This Week In Toledo History

By: 
Lou Hebert

August 4 – 10

August 4
1894 - Fire destroys large area of downtown Oak Harbor including the Portage Hotel.
1910 - Mayor Brand Whitlock orders Toledo police not to arrest boys for swimming in the Maumee River until “suitable” swimming pools are built in the city.
1916 - A long heat wave is continuing. The city humane officer says at least 25 horses have died from the heat and police say the heat wave has triggered a crime wave.
1922 - A 68-year- old Toledo washer woman inherits $365,000 from two wealthy uncles. Mary Wiggins Shultz who had spent much of her life doing cleaning work at the Pythian Castle would get to live a much different future.
1968 - Search is underway for four people on Lake Erie after plane crash near South Bass Island.
1981 - Cynthia Anderson, a secretary working for a law firm in North Toledo vanishes from the office. She is never found. It is speculated that she may have been kidnapped and murdered by unknown people involved in drug trafficking.

August 5
1899 - Surveyors and engineers working on the new electric Interurban have been studying the land around Genoa to get a “lay of the land” before they begin putting down the iron rails that will run from Toledo to Norwalk and will pass through Genoa.
1905 - News reports say Toledo has become a hub for human slave traffic from Canada. Girls from Montreal are being lured to Toledo with promises of employment only to be put into immoral servitude.
1952 - Toledo Mud Hens owner Danny Menendez indicted for season ticket sales fraud after moving the Toledo team to West Virginia.
1979 - Gulf Oil Refinery on Front Street in East Toledo catches fire after lightning strike. The massive blaze consumes a million gallons of gasoline and could be seen for 40 miles.

August 6
1902 - Toledo records show that there are now some 88 automobiles in use around the city.
1908 - The fashionable Hotel Secor opens in downtown Toledo with much fanfare as opening festivities host the “who's who” of the city and feature the finest of food and hospitality.
1922 - Food prices are so high in Toledo and across the nation that a Lucas County grand jury has been seated to investigate profiteering by the food industry. Mayor Schrieber purchases tons of fresh “army” meat to sell at cut rates prices for Toledoans who can’t afford store prices. The Housewives’ League is holding hearings on what retailers may be gouging customers.
1935 - The old Milburn Wagon Works factory in Toledo being readied for demolition with the old bricks to be salvaged for use on projects at the Toledo Zoo.
1958 - Five people, including a policeman, are shocked by lightning at the Wood County Fair during a thunderstorm.

August 7
1893 - Five people killed in train crash near Lindsey. Two Chicago baseball players injured.
1914 - TPD Patrolman Albert Schultz killed in line of duty when shot while investigating a burglary.
1917 - Pocket picking taken seriously in Bowling Green as a 26-year-old man accused of that crime in 1913, is captured and convicted and sent to up to five years in prison.
1923 - Thousands of people descend on Deshler to watch the passing of President Warren G. Harding's funeral train roll through that NW Ohio town enroute to Washington, D.C.

August 8
1880 - Toledo’s population reported to be 50,137 people.
1899 - Thousands of people are heading for Toledo to see a reenactment of the “Battle of San Juan Hill” to be played out at Armory Ball Park. Special trains are being run to Toledo to handle an estimated 20,000 spectators.
1916 -Toledo is coping with the worst mosquito invasion that locals can ever recall.
1951 - A U.S. Air Force pilot and ground witnesses see a strange cigar-shaped object flying in skies near Port Clinton over Lake Erie.
1962 - Stanley “Skip” Jechura, owner of Raceway Park, and another man, are killed in plane crash near Flint, Mich.

August 9
1894 - Electric streetcars make their first run from Toledo to Perrysburg as part of the Toledo, Maumee Valley Streetcar Company.
1905 - Cherry Street Bridge tender is fired after almost failing to get the draw spans up in time for a ship to pass through. A street car nearly plunged into river.

1911 - One man is killed and seven workers badly injured when dynamite explodes prematurely in the quarry at Clay Center.
1932 - Radio broadcasting of fire alarms begins in the city.

August 10
1905 - The “Pope-Toledo” automobile is selling nationwide for $3,500. It is called the “quiet mile-a-minute car.”
1927 - Aviation hero Charles Lindberg performs a low altitude flyover of ballgame at Armory Park in Toledo. He drops a message of goodwill to the spectators below.
1933 - Well-known area racketeer and colorful underworld figure, Jacob “Firetop” Sulkin is indicted for the murder of Toledo area bootlegger Jackie Kennedy in Point Place.
1964 - Toledo Public School lunches in the area are going to increase to 35 cents.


What this task involves: Output all of the data exactly as it appears, but leave out any pictures it contains.

Records to use:
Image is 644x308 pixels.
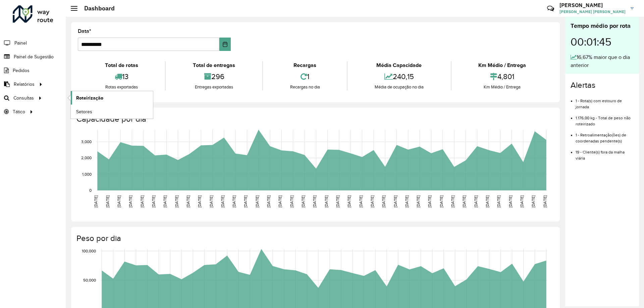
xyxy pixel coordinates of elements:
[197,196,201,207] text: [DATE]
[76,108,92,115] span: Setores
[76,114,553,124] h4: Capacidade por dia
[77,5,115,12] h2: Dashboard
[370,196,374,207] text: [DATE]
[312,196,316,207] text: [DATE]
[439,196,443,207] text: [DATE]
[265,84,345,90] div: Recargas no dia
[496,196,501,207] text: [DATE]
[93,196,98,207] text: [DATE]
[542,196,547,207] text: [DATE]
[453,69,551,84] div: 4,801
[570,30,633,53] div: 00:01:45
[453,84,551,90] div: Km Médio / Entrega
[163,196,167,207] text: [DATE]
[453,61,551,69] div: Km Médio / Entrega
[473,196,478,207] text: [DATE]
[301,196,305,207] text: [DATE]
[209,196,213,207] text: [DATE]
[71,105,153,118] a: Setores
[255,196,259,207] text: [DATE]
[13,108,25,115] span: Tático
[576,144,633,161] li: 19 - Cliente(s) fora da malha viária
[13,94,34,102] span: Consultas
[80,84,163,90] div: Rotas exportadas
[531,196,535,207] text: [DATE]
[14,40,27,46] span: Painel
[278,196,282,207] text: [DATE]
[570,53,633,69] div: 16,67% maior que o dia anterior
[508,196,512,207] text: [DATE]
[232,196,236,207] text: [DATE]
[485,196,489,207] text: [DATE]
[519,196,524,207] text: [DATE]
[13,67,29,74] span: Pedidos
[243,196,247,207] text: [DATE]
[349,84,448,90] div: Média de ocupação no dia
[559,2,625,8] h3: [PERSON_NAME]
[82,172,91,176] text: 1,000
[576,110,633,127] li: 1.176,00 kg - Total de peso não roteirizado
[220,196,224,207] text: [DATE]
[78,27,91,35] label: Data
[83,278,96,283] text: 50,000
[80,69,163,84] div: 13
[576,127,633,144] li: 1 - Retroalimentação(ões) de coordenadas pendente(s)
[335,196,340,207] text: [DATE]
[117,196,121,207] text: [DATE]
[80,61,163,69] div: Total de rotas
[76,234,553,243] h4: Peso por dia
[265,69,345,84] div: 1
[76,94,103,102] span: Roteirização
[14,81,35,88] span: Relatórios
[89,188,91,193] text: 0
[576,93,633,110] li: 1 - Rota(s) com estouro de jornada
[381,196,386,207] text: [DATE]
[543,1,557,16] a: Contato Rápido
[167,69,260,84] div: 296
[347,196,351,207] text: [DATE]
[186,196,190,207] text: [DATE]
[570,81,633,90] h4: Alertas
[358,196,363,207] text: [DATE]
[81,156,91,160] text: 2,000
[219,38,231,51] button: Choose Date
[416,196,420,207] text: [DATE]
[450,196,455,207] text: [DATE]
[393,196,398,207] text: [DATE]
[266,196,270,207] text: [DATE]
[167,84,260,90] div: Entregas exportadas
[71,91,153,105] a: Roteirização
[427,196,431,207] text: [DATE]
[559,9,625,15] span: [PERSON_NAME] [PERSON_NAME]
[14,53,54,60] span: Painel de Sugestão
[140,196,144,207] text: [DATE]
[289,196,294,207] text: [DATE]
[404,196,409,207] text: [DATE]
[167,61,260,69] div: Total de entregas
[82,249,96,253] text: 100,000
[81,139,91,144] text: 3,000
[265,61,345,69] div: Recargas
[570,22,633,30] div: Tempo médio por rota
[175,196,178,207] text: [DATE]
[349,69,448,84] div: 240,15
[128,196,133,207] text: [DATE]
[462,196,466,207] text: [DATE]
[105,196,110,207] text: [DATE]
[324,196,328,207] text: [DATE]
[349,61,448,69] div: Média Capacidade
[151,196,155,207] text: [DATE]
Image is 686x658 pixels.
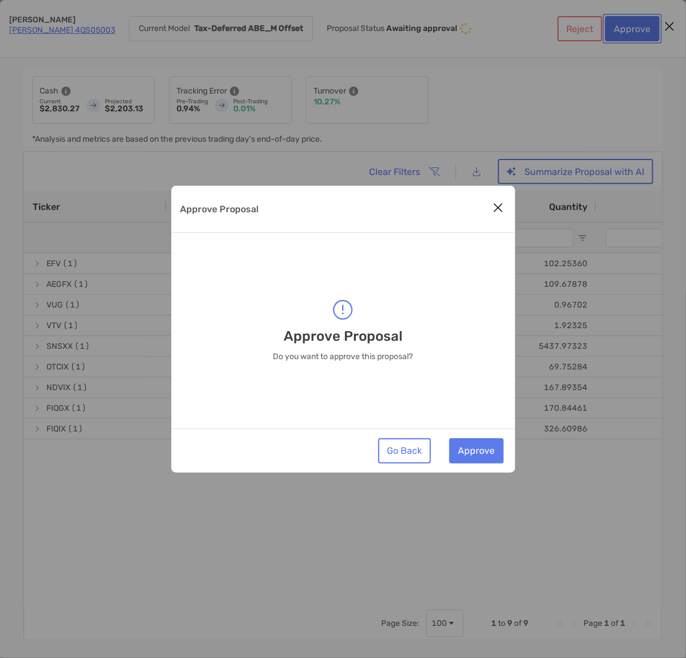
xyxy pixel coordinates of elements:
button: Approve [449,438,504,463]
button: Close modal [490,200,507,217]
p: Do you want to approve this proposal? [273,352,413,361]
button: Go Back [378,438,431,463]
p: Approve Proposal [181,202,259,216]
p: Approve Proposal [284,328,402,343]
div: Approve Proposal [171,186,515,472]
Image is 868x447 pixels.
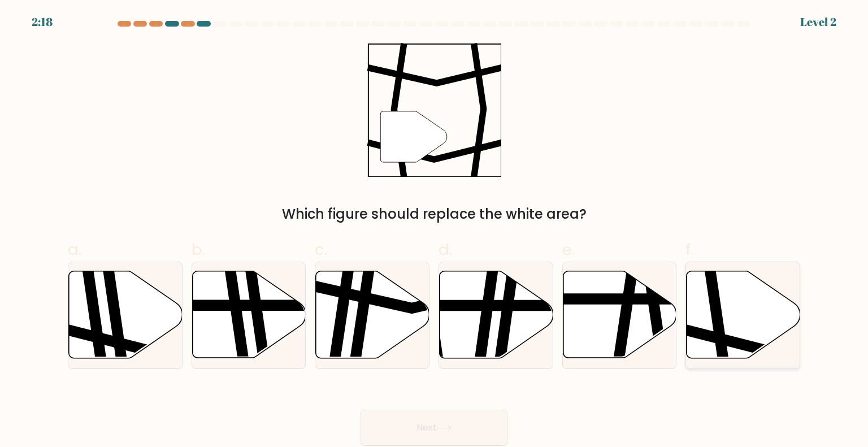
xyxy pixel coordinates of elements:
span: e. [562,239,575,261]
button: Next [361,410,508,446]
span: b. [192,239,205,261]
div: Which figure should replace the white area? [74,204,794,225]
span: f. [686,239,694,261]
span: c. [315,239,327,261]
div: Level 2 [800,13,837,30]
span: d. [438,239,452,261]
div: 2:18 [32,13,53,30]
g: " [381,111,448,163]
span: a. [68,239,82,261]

Task solution:
Image is 644x308 pixels.
xyxy pixel coordinates of elements:
[197,196,201,207] text: [DATE]
[76,108,92,115] span: Setores
[76,114,553,124] h4: Capacidade por dia
[77,5,115,12] h2: Dashboard
[370,196,374,207] text: [DATE]
[312,196,316,207] text: [DATE]
[439,196,443,207] text: [DATE]
[265,84,345,90] div: Recargas no dia
[496,196,501,207] text: [DATE]
[93,196,98,207] text: [DATE]
[542,196,547,207] text: [DATE]
[453,69,551,84] div: 4,801
[570,30,633,53] div: 00:01:45
[453,84,551,90] div: Km Médio / Entrega
[163,196,167,207] text: [DATE]
[453,61,551,69] div: Km Médio / Entrega
[473,196,478,207] text: [DATE]
[301,196,305,207] text: [DATE]
[209,196,213,207] text: [DATE]
[71,105,153,118] a: Setores
[255,196,259,207] text: [DATE]
[13,108,25,115] span: Tático
[576,144,633,161] li: 19 - Cliente(s) fora da malha viária
[13,94,34,102] span: Consultas
[80,84,163,90] div: Rotas exportadas
[531,196,535,207] text: [DATE]
[14,40,27,46] span: Painel
[278,196,282,207] text: [DATE]
[570,53,633,69] div: 16,67% maior que o dia anterior
[508,196,512,207] text: [DATE]
[232,196,236,207] text: [DATE]
[485,196,489,207] text: [DATE]
[519,196,524,207] text: [DATE]
[13,67,29,74] span: Pedidos
[243,196,247,207] text: [DATE]
[349,84,448,90] div: Média de ocupação no dia
[559,2,625,8] h3: [PERSON_NAME]
[82,172,91,176] text: 1,000
[576,110,633,127] li: 1.176,00 kg - Total de peso não roteirizado
[220,196,224,207] text: [DATE]
[78,27,91,35] label: Data
[83,278,96,283] text: 50,000
[80,69,163,84] div: 13
[576,127,633,144] li: 1 - Retroalimentação(ões) de coordenadas pendente(s)
[335,196,340,207] text: [DATE]
[117,196,121,207] text: [DATE]
[80,61,163,69] div: Total de rotas
[76,234,553,243] h4: Peso por dia
[265,69,345,84] div: 1
[76,94,103,102] span: Roteirização
[14,81,35,88] span: Relatórios
[89,188,91,193] text: 0
[576,93,633,110] li: 1 - Rota(s) com estouro de jornada
[381,196,386,207] text: [DATE]
[543,1,557,16] a: Contato Rápido
[167,69,260,84] div: 296
[347,196,351,207] text: [DATE]
[186,196,190,207] text: [DATE]
[570,81,633,90] h4: Alertas
[358,196,363,207] text: [DATE]
[81,156,91,160] text: 2,000
[219,38,231,51] button: Choose Date
[416,196,420,207] text: [DATE]
[450,196,455,207] text: [DATE]
[393,196,398,207] text: [DATE]
[266,196,270,207] text: [DATE]
[167,84,260,90] div: Entregas exportadas
[71,91,153,105] a: Roteirização
[427,196,431,207] text: [DATE]
[559,9,625,15] span: [PERSON_NAME] [PERSON_NAME]
[14,53,54,60] span: Painel de Sugestão
[140,196,144,207] text: [DATE]
[289,196,294,207] text: [DATE]
[404,196,409,207] text: [DATE]
[167,61,260,69] div: Total de entregas
[82,249,96,253] text: 100,000
[81,139,91,144] text: 3,000
[265,61,345,69] div: Recargas
[570,22,633,30] div: Tempo médio por rota
[175,196,178,207] text: [DATE]
[349,69,448,84] div: 240,15
[128,196,133,207] text: [DATE]
[462,196,466,207] text: [DATE]
[105,196,110,207] text: [DATE]
[324,196,328,207] text: [DATE]
[349,61,448,69] div: Média Capacidade
[151,196,155,207] text: [DATE]
Image is 686x658 pixels.
xyxy pixel coordinates of elements:
button: Approve [449,438,504,463]
button: Close modal [490,200,507,217]
p: Do you want to approve this proposal? [273,352,413,361]
button: Go Back [378,438,431,463]
p: Approve Proposal [181,202,259,216]
p: Approve Proposal [284,328,402,343]
div: Approve Proposal [171,186,515,472]
Image is 868x447 pixels.
xyxy pixel coordinates of elements:
span: e. [562,239,575,261]
button: Next [361,410,508,446]
span: b. [192,239,205,261]
div: Which figure should replace the white area? [74,204,794,225]
span: f. [686,239,694,261]
span: c. [315,239,327,261]
div: Level 2 [800,13,837,30]
span: d. [438,239,452,261]
div: 2:18 [32,13,53,30]
g: " [381,111,448,163]
span: a. [68,239,82,261]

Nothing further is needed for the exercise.